Traveling in Havana

By Regina Cano

During peak hours buses on the more trafficked routes can get pretty crowded. Photo: Caridad
During peak hours buses on the more trafficked routes can get pretty crowded. Photo: Caridad

The day I decided to write this blog, somebody stole my documents and my appointment book while I was on the city bus. The truth is that public transportation here stopped being safe a while ago.

To travel by bus, or guaguas as we call them, is to enter into battle from the moment you think about boarding one, and even more still at any intermediary bus stop along one of the more trafficked routes.

People are accustomed to getting in line out of symbolic habit, because generally when the guagua arrives they rush to get on in any order, especially during rush hour. Those times of day entail speed and violence, as well as pushing, stomping, yelling, and cursing. Even the two or three stairs for getting on the bus are crammed with people. Whew! – these are usually the worst moments of the day.

When you get beyond that fray and forget about having been being stepped on, pushed or subjected to the usual gripes, people feel fortunate for having made it on the bus. Nonetheless, they will continue to feel an occasional nudge or knock of a backpack or sack carried by people scrambling to get either off the bus or to the back of it.

On occasion, with people jammed so closely together, male sexual thoughts and sensations are aroused. Some become excited and end up violating the privacy of women, pressing their erect organs against any woeful female passenger. The woman may or may not complain, or she may or may not slip away; the only thing certain is that Planet Guagua can get pretty weird.

Still, the most common misery is the one induced by economic necessity, the one perpetrated by those commonly known as pickpockets; they are practitioners of an age-old craft that I know exists in other countries.

These individuals take advantage of the shoving and crowding to find circumstances favorable for poking into pockets, hand bags and day packs and pilfering other people’s wallets. Their aim is to find -among people of their same social status- a few pesos for bare subsistence. They ultimately create major havoc, because in the case of identity documents that everyone is required to carry, the victim has to spend considerable time and money to replace them.

Returning to my story, I was with a fellow classmate that day. We both study English at a Dominican-run school that offers even better conditions for studying than the great majority of institutions within the official governmental system. In addition, you don’t have to be a believer.

Standing up in a guagua and trying to study the language a little, we took out some books (a grammar text and a dictionary) from my day pack and later I put them in my open hand bag, which hung down to my hip. What apparently happened was that I was distracted and my purse was near the top, within reach of people.

I only noticed it was missing after more than an hour had gone by, and when we were far from where it must have disappeared. It’s easy to imagine what had occurred.

It was painful to lose documents this way, especially to lose things of substantial sentimental value that were unrecoverable.

Thanks to good friends, my spirits were lifted and I decided to do this blog, where like others I want to chronicle my life experiences in this city that perhaps someday you will decide to visit.

Wish me luck!

Regina Cano

Regina Cano: I have lived my entire life in Havana, Cuba – the island from which I’ve still never left, and which I love. I was born on September 9, and my parents chose my name out of superstition, but my mother raised me outside the religion professed by her family. I studied accounting and finance at the University of Havana, a profession that I’m not engaged in for the time being, and that I substituted for doing crafts, some ceramics, and studying a little English and about painting. Ah! – concerning my picture: I identify with Rastafarian principles, but I am not one of them. I wear this cap from time to time, but I assure you I just didn't have a better picture.

3 thoughts on “<em>Traveling in Havana</em>

  • A handbag or purse in American English, is a handled medium-to-large bag that is often fashionably designed.-“

  • It’s a crying shame what poverty reduces people to — no point talking about morality, AFAIC. This is far indeed from socialism — let alone being a harbinger of the ‘New Communist Man’. But this stuff must certainly give comfort to the ever-hopeful mafia in Miami.

    I hope this kind of adversity doesn’t make you too cynical about your own country. We do have that sort of activity — and much, much more besides — here in the West too. Lots of it, actually. Solve that problem in Cuba — and you’ve basically cracked the problem with finally introducing a working socialism to your country. I wonder what it will take.

  • Regina,
    What a joyful, robust voice you possess. Thank you for sharing this.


From the data that follows, copy every line holding the string "cycle".
Excerpted data below:
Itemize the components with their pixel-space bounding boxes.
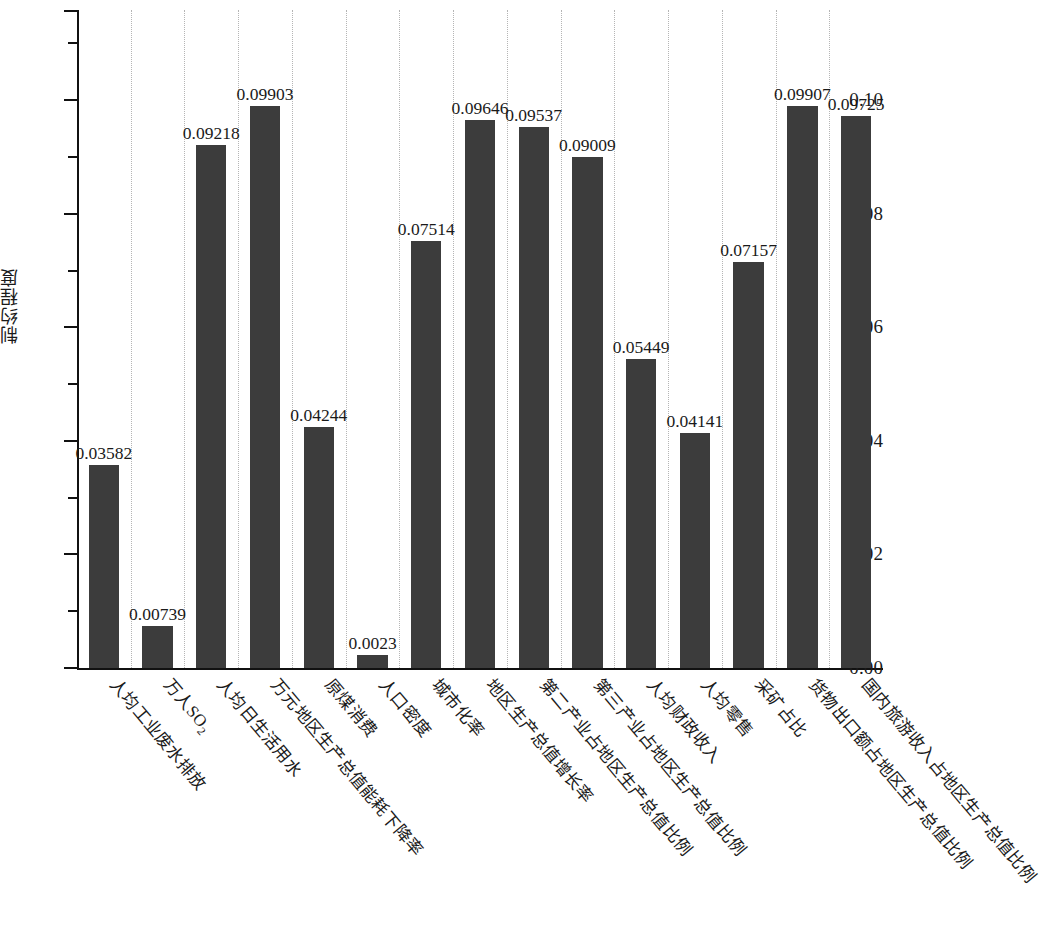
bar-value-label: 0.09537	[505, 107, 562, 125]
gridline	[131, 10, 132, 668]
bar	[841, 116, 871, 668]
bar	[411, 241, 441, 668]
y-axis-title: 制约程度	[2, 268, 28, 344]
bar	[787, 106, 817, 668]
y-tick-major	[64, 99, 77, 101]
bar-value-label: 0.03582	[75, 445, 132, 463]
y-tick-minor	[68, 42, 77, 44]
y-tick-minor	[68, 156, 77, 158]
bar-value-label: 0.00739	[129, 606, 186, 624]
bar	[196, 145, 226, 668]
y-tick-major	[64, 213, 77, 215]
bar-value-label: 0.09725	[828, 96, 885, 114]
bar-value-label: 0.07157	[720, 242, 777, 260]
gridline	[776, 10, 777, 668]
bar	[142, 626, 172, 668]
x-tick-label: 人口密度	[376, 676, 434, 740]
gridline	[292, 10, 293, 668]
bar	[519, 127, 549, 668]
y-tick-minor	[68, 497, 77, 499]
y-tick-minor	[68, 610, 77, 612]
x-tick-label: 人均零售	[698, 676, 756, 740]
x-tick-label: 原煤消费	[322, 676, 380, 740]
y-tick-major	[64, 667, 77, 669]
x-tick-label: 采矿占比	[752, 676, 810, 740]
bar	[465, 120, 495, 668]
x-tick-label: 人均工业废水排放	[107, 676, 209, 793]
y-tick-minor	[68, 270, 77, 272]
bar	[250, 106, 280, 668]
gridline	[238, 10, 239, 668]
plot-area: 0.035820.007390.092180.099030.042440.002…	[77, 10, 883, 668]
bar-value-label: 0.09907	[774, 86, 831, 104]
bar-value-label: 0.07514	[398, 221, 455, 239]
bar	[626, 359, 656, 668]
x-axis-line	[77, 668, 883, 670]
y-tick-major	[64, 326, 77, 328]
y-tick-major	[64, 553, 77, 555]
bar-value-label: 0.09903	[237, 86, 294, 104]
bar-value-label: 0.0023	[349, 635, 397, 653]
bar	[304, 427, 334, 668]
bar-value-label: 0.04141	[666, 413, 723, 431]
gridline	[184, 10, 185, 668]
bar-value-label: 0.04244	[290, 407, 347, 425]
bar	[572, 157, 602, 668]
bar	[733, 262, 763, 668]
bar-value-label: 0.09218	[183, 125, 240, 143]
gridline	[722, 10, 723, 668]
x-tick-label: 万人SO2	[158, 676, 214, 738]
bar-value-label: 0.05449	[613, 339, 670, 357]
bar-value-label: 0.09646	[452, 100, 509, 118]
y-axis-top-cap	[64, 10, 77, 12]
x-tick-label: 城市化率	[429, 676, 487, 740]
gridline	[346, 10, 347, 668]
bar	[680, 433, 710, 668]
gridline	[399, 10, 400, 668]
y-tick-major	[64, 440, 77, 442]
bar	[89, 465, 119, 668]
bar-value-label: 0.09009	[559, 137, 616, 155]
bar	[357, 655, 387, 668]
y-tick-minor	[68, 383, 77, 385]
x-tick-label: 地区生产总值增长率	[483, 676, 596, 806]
End of Excerpted data.
Excerpted data below:
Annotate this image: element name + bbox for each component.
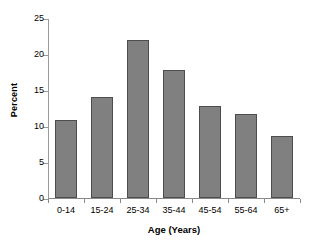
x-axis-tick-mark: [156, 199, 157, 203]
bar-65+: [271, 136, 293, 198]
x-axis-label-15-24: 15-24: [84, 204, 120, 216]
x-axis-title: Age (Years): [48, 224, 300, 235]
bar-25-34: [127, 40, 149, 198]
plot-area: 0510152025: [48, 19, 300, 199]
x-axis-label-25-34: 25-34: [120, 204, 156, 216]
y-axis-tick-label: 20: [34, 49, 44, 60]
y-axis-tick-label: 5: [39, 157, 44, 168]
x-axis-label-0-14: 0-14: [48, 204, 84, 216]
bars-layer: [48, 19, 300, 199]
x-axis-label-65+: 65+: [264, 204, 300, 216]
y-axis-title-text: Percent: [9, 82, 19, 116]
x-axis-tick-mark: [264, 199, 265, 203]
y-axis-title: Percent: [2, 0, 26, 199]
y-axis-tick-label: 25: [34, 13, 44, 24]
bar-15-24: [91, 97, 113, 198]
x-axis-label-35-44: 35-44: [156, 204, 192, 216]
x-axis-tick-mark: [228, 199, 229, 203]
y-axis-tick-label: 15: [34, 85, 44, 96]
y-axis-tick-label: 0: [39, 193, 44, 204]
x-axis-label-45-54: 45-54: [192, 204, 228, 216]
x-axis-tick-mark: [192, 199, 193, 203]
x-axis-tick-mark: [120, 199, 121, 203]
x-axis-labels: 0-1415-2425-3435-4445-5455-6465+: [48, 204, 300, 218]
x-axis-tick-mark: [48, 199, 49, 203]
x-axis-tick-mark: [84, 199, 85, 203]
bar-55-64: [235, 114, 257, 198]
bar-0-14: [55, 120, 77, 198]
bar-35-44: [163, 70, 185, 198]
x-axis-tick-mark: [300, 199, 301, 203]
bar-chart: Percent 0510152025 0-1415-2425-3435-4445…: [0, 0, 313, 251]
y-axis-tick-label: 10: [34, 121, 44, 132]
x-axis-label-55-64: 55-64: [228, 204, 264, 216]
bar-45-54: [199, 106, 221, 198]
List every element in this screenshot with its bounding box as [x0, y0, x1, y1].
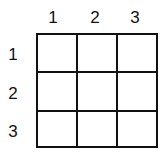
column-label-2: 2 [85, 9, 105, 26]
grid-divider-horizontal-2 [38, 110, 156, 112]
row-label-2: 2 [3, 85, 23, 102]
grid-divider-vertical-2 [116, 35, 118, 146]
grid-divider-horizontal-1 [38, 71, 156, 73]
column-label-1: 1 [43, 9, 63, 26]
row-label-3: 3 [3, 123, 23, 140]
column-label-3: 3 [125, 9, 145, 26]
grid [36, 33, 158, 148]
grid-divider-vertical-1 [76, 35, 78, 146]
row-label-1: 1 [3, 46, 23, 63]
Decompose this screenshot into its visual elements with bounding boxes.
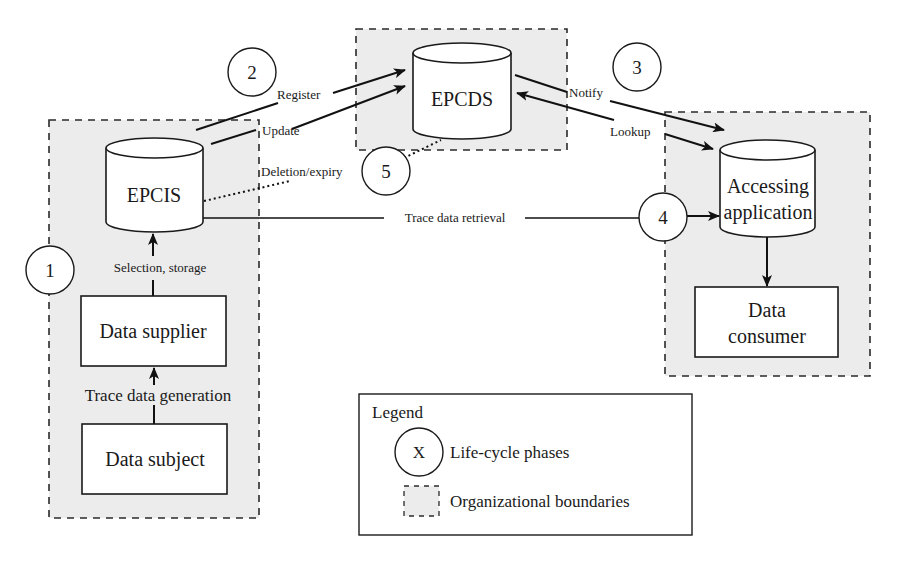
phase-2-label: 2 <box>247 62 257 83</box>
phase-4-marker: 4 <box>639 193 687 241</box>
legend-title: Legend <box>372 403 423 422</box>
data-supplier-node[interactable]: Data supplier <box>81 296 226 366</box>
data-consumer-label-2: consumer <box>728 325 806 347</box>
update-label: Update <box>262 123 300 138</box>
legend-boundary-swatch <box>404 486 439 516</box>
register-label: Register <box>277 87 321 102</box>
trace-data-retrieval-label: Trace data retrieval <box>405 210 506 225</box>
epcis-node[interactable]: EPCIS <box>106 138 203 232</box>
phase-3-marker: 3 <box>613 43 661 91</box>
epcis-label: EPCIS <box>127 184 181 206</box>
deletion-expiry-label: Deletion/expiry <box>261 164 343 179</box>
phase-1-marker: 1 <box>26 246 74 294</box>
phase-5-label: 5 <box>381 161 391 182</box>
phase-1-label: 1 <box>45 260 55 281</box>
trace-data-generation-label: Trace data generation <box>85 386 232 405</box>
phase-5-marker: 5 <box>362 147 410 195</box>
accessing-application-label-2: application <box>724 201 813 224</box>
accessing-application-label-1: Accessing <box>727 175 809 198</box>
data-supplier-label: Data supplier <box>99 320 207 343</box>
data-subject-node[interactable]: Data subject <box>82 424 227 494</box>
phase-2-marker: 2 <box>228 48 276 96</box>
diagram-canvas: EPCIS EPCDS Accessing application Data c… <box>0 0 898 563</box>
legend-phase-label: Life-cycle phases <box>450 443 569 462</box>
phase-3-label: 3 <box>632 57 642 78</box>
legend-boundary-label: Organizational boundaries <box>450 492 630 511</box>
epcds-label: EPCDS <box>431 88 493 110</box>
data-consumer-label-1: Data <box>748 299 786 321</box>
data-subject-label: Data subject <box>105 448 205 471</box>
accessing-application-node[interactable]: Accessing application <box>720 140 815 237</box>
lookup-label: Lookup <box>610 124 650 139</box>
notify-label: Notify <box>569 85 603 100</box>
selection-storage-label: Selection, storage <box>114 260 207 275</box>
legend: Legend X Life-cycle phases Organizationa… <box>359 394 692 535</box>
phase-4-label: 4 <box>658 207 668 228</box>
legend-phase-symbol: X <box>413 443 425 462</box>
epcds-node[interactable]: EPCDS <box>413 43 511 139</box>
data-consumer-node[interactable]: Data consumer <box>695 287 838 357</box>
End of Excerpted data.
• Expected output
legend-phase-label: Life-cycle phases <box>450 443 569 462</box>
legend: Legend X Life-cycle phases Organizationa… <box>359 394 692 535</box>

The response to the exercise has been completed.